Oldendorff Centenary Book - Flipbook - Page 265
NEW FLAGS,
NEW APPROACHES
To reduce labour costs, Oldendorff began
“flagging out”, whilst also maintaining
high training standards for staff.
The two ‘Trave’ Schiffahrtsgesellschaft tankers were not given family names.
The three new SD14 freighters registered for Liberia-based Oldendorff subsidiary
Westfalia Shipping Corporation were named the GOOD FAITH, FUTURE HOPE
and GLOBE TRADER and were the first newbuildings not to be registered at
Lübeck and not to fly the German flag. Other Oldendorff ships already had
foreign flags, such as the CATHARINA OLDENDORFF (8,841 GRT/1956), flagged
out to Liberia on 15 June 1971 as the first German ship after the second world
war. To a limited extent flagging out took place during the world economic
crisis, mainly to countries such as Panama, Honduras, Liberia and Finland.
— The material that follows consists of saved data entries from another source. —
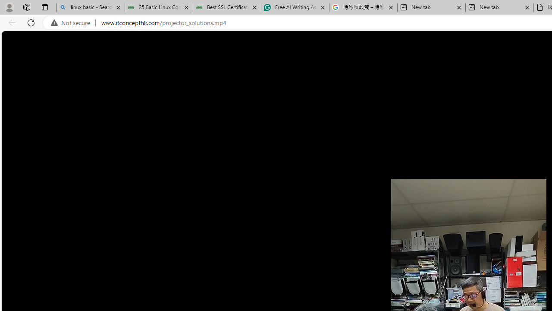 The width and height of the screenshot is (552, 311). I want to click on Best SSL Certificates Provider in India - GeeksforGeeks, so click(227, 8).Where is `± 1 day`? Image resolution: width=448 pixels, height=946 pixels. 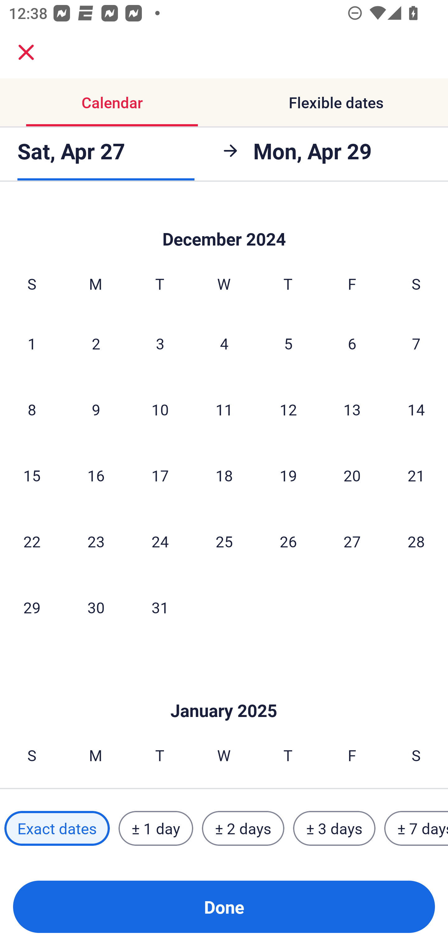
± 1 day is located at coordinates (156, 828).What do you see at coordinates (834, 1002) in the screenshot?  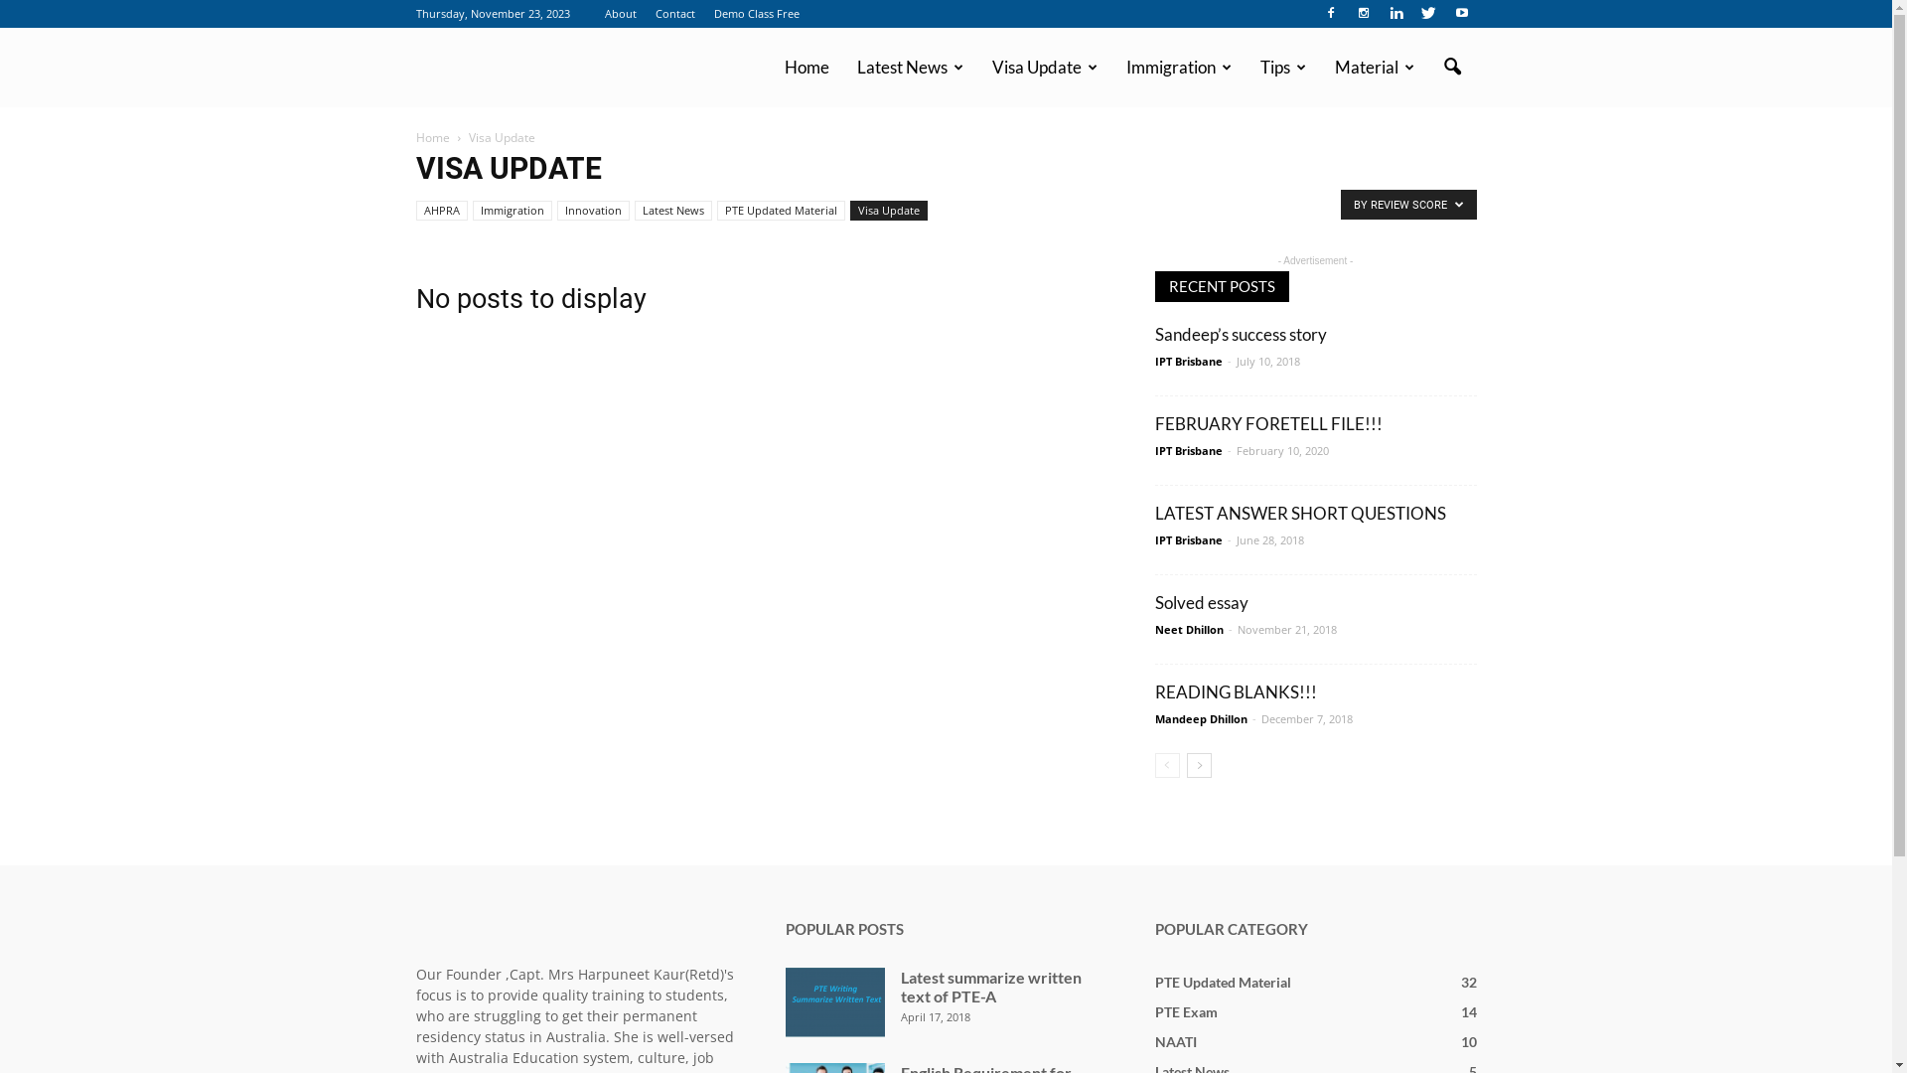 I see `Latest summarize written text of PTE-A` at bounding box center [834, 1002].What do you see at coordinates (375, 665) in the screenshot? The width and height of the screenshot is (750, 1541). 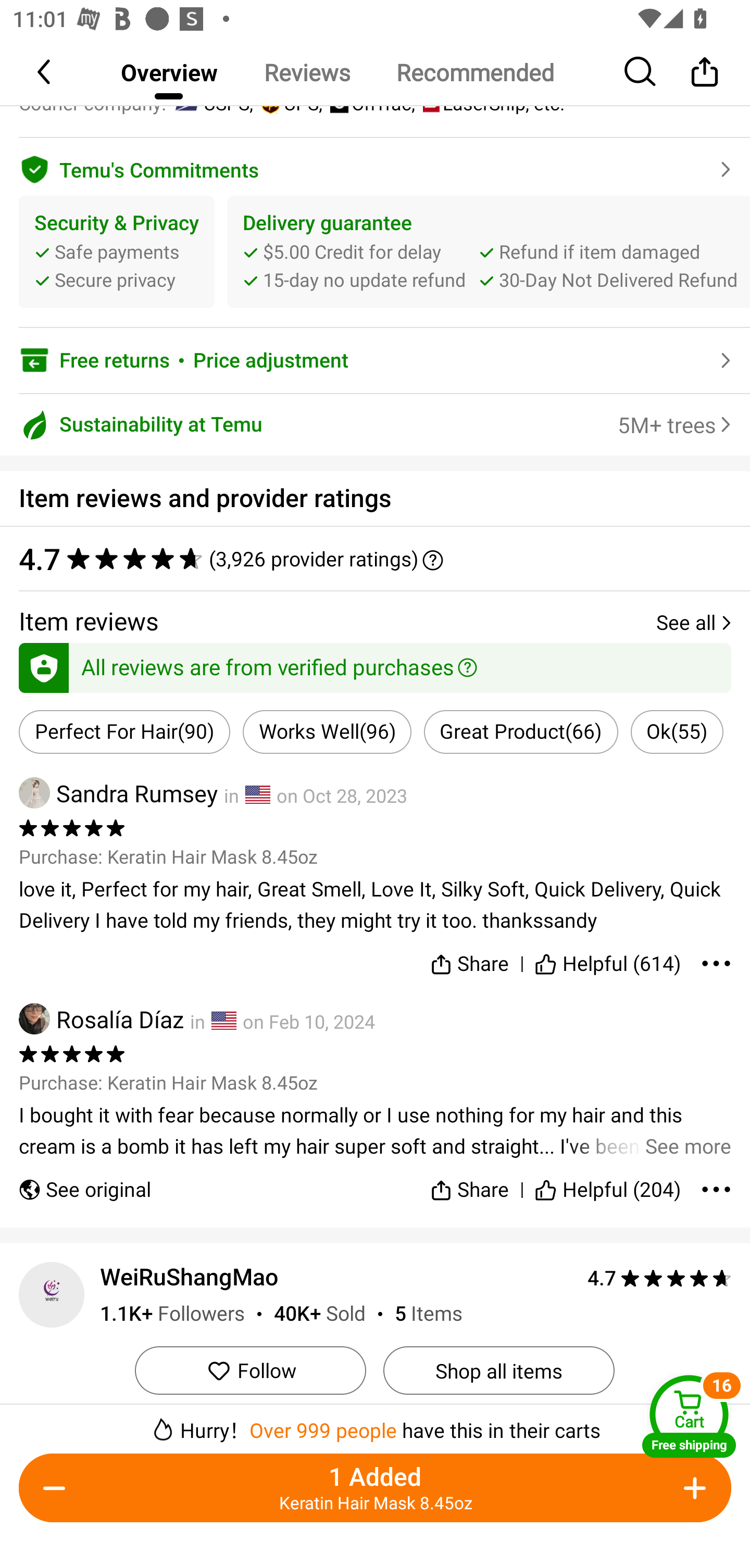 I see `All reviews are from verified purchases ` at bounding box center [375, 665].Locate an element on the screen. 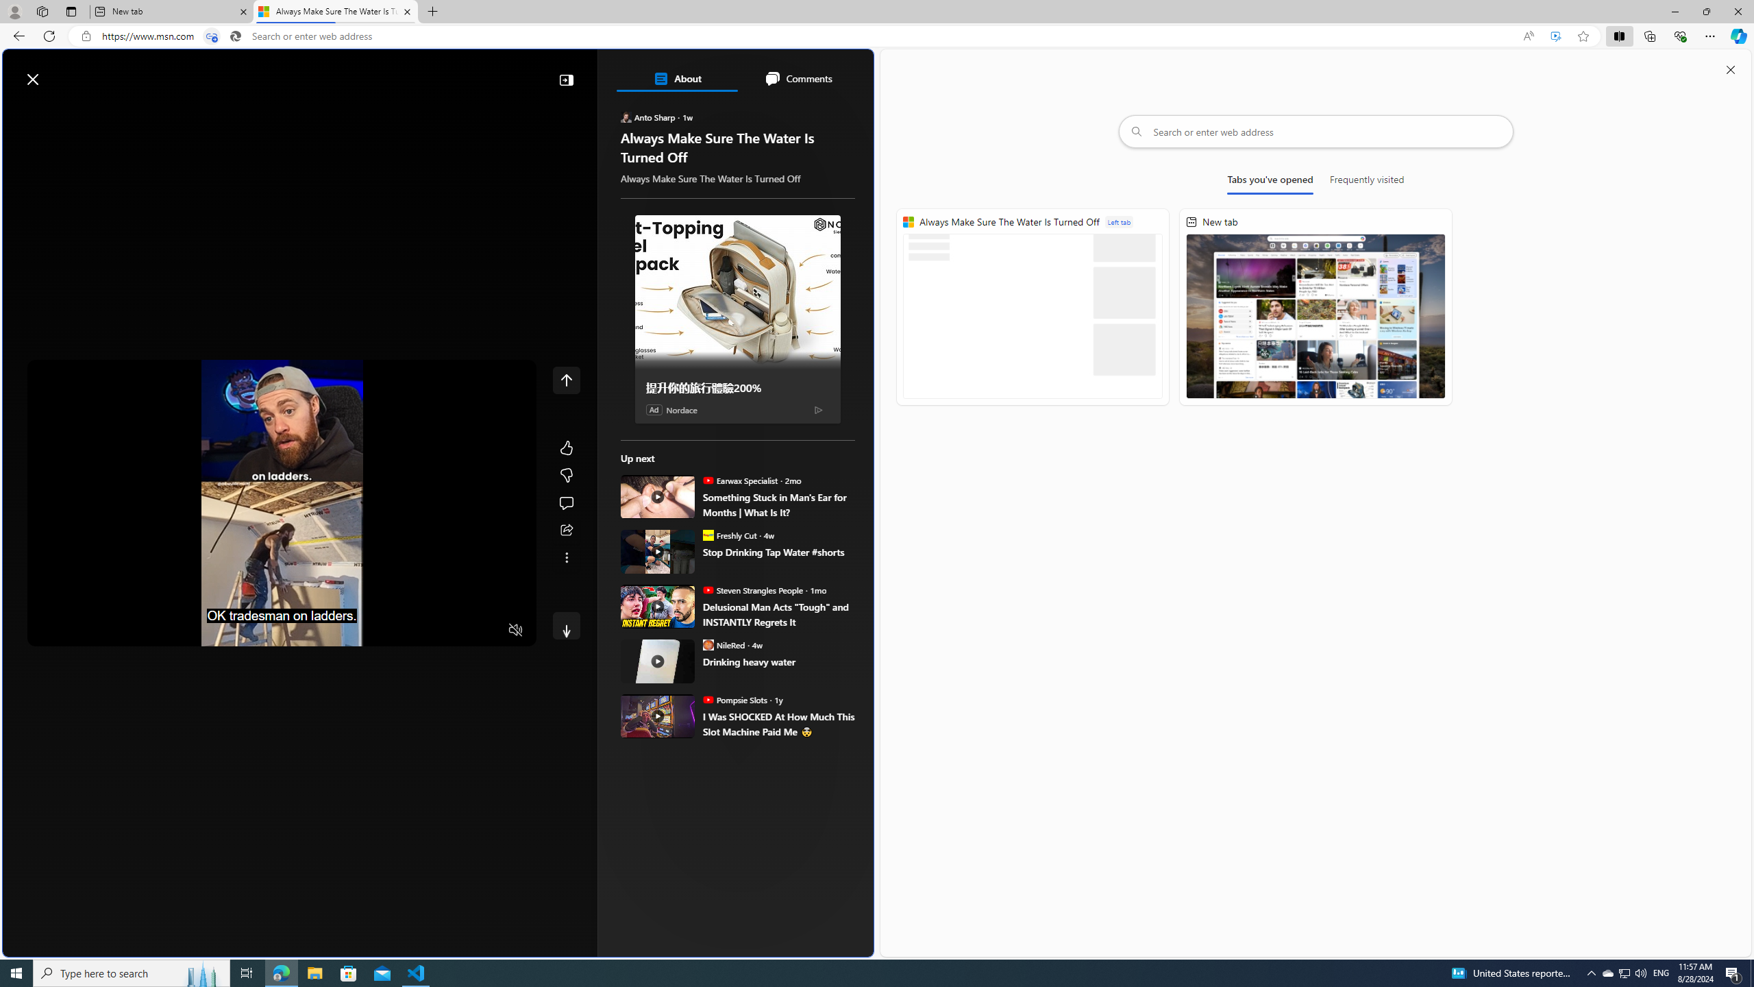  Captions is located at coordinates (462, 631).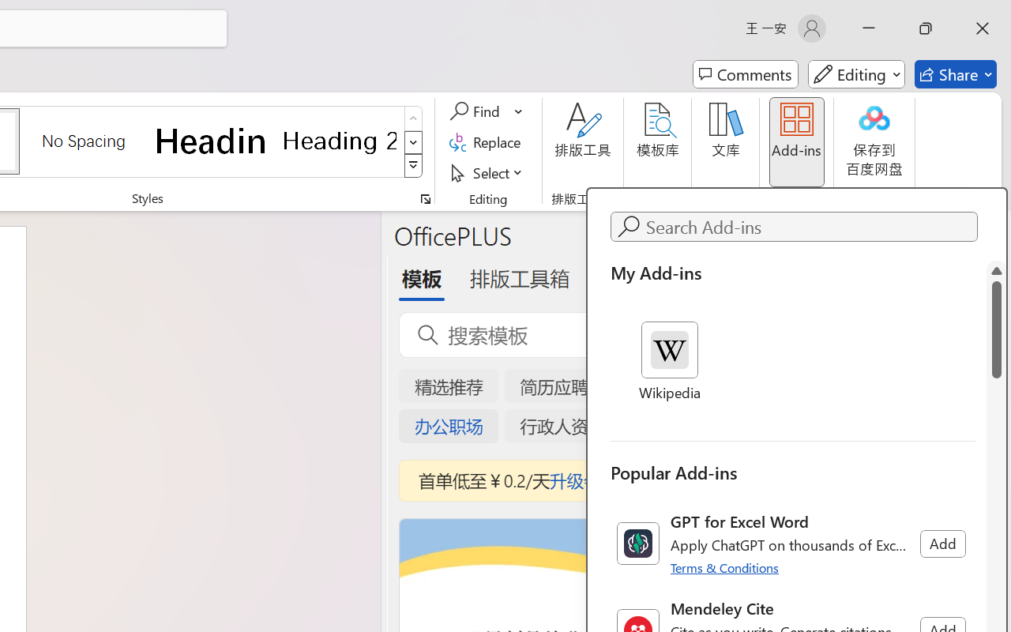 The image size is (1011, 632). I want to click on Alt Text, so click(996, 229).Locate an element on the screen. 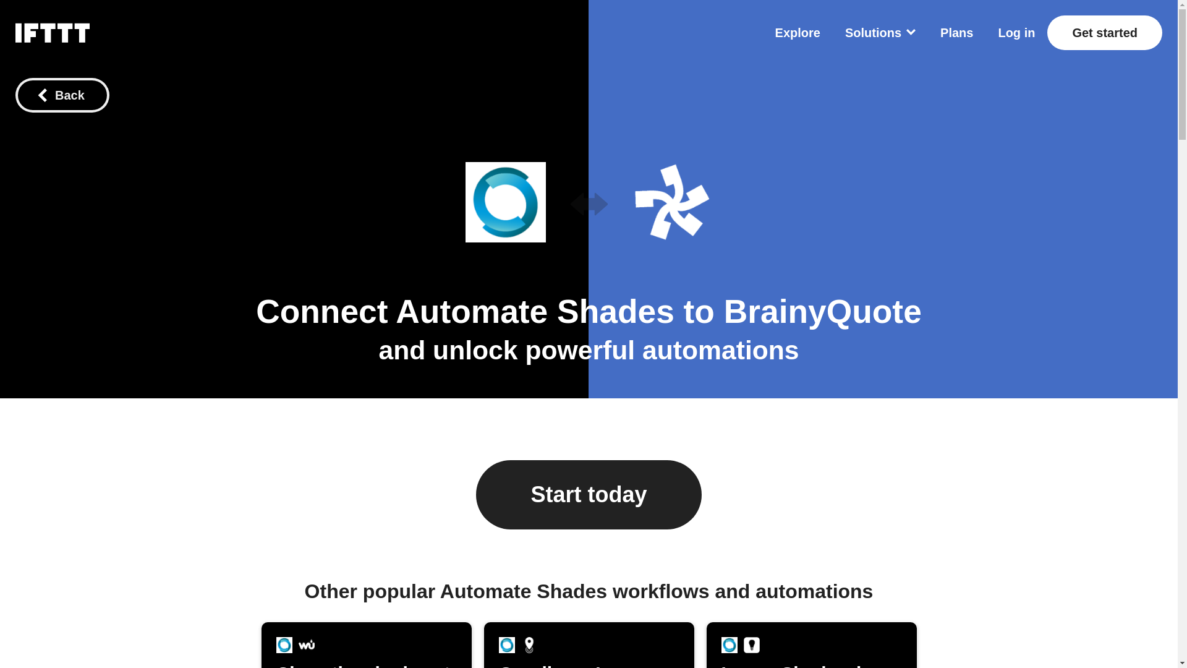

When flagging out still was a new phenomenon shipowners would be unfairly
criticised by the media, with comments occasionally bordering on slander and at
times they saw themselves attacked as traitors. Only specialist publications
presented an objective picture. The general public remained largely unaware
of the real reasons. Those were twofold: rigid statutory manning scales and
the level of seafarers’ wages, meanwhile among the highest in the world. As
from the late Sixties, vintage German-flag ships found it increasingly difficult
to compete with ships under flags of convenience. The age of a vessel had no
bearing on the wage level, but perhaps this was not the salient point since no
employer would get away with an ‘age discount’ applied to wages. What
really counted was the manning scale. Ships built in the Fifties when costs
played a less important role and when seafarers queued for jobs would be
comparatively generously manned. As wages and employee benefit costs
increased from about 1965 onwards, for a 5,000 tdw freighter to have a crew
of 32, or 25 or even less did make all the difference. Even when manning scales
were marginally relaxed permitting a reduction by, say, one messboy or
unskilled engine room worker the annual savings did not amount to very
much. As the H
amburger Abendblatt daily wrote on 23 April 1971: “A German
shipping company has demonstrated the relative importance of wages in
profitability calculations against the background of foreign competition,
based on the actuals of a German 11,000 tdw freighter. That German flag
ship with a crew of 40 has a daily wage bill of DM 3,300, compared with daily
wages of DM 1,850 for the same ship registered in Greece or in Liberia.”